“What makes for freedom is not the extent of government or its lack of national boundaries but the way in which government is exercised. If there were a world government, why wouldn’t it simply end up as a world tyranny?”
Humans crave power over other humans. It’s in our fallen nature to control, to impose our will on others, often in the name of some fashionable form of benevolence. War, slavery and rape are rooted in the same impulse. Quoted above is Jeremy Rabkin in his essay “Liberty and the Nation State,” collected in Liberty and Civilization: The Western Heritage (ed. Roger Scruton, 2010). He notes that even men as brilliant as Kant and Einstein touted various schemes of world government. Supporters of such intrigues tend to fall into one of two vast, overlapping camps: the naïve and the thuggish, idealists and criminals. Rabkin puts it rather nicely: “So the U.N. has contributed almost nothing to the advancement of freedom in the world.” And we have learned nothing from the twentieth century.
My thoughts
turned in this grim direction while reading, of all people, Henry James, who
befriended late in life the Norwegian-American sculptor Hendrik Christian
Andersen (1872-1940). Andersen was a naïve utopian who promoted the idea of a “World
City” and published a pamphlet titled “A World Center of Communication.” James
writes to Andersen in a letter dated September 4, 1913:
“I simply
loathe such pretensious [sic] forms
of words as ‘World’ anything—they are to me mere monstrous sound without sense.
The World is a prodigious and portentous and immeasurable affair, and I can’t
for a moment pretend to sit in my little corner here and ‘sympathise with’
proposals for dealing with it. It is so far vaster in its appalling complexity
than you or me, or than anything we can pretend without the imputation of
absurdity and insanity to do to it, that I content myself, and inevitably must
(so far as I can do anything at all now), with living in the realities of
things, with ‘cultivating my garden’ (morally and intellectually speaking), and
with referring my questions to a Conscience (my own poor little personal), less
inconceivable than that of the globe.”
A recurring
theme in James’ fiction is personal freedom and those who threaten it. Recall Isabel
Archer and the monstrous Gilbert Osmond in The
Portrait of a Lady. Theodora Bosanquet served as James’ secretary and, as he called her, his
amanuensis, from 1907 until his death in 1916. In Henry James at Work, her memoir originally published by Leonard and
Virginia Woolf's Hogarth Press in 1924, Bosanquet proved herself more than a
glorified taker of dictation. She possessed a first-rate literary sensibility:
“The essential fact is that wherever he looked Henry James saw fineness apparently sacrificed to grossness, beauty to avarice, truth to a bold front. He realized how constantly the tenderness of growing life is at the mercy of personal tyranny and he hated the tyranny of persons over each other. His novels are a repeated exposure of this wickedness, a reiterated and passionate plea for the fullest freedom of development, unimperilled by reckless and barbarous stupidity.”
Not a utopian, I'm however a believer in progress, based on the evidence of data. Science, reason, humanism work together against the negative side of evolution and entropy to give us progress (cf. Englightenment Now, by Steven Pinker).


**Instructions to follow:** Please reproduce the entries below exactly, omitting any images they contain.
***
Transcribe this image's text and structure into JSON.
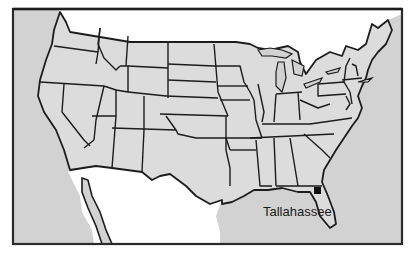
{
  "map": {
    "title": "Map of the contiguous United States",
    "region": "United States (lower 48)",
    "colors": {
      "land": "#dcdcdc",
      "ocean": "#d2d2d2",
      "foreign_land": "#ffffff",
      "border": "#1c1c1c",
      "frame": "#2a2a2a",
      "marker": "#111111"
    },
    "markers": [
      {
        "name": "Tallahassee",
        "label": "Tallahassee",
        "x": 318,
        "y": 191,
        "type": "city-square"
      }
    ]
  }
}
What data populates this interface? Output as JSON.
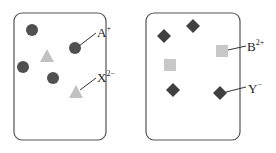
***
**Answer to the problem:**
Transcribe this image's text and structure into JSON.
{
  "map": {
    "title": "Map of the contiguous United States",
    "region": "United States (lower 48)",
    "colors": {
      "land": "#dcdcdc",
      "ocean": "#d2d2d2",
      "foreign_land": "#ffffff",
      "border": "#1c1c1c",
      "frame": "#2a2a2a",
      "marker": "#111111"
    },
    "markers": [
      {
        "name": "Tallahassee",
        "label": "Tallahassee",
        "x": 318,
        "y": 191,
        "type": "city-square"
      }
    ]
  }
}
What data populates this interface? Output as JSON.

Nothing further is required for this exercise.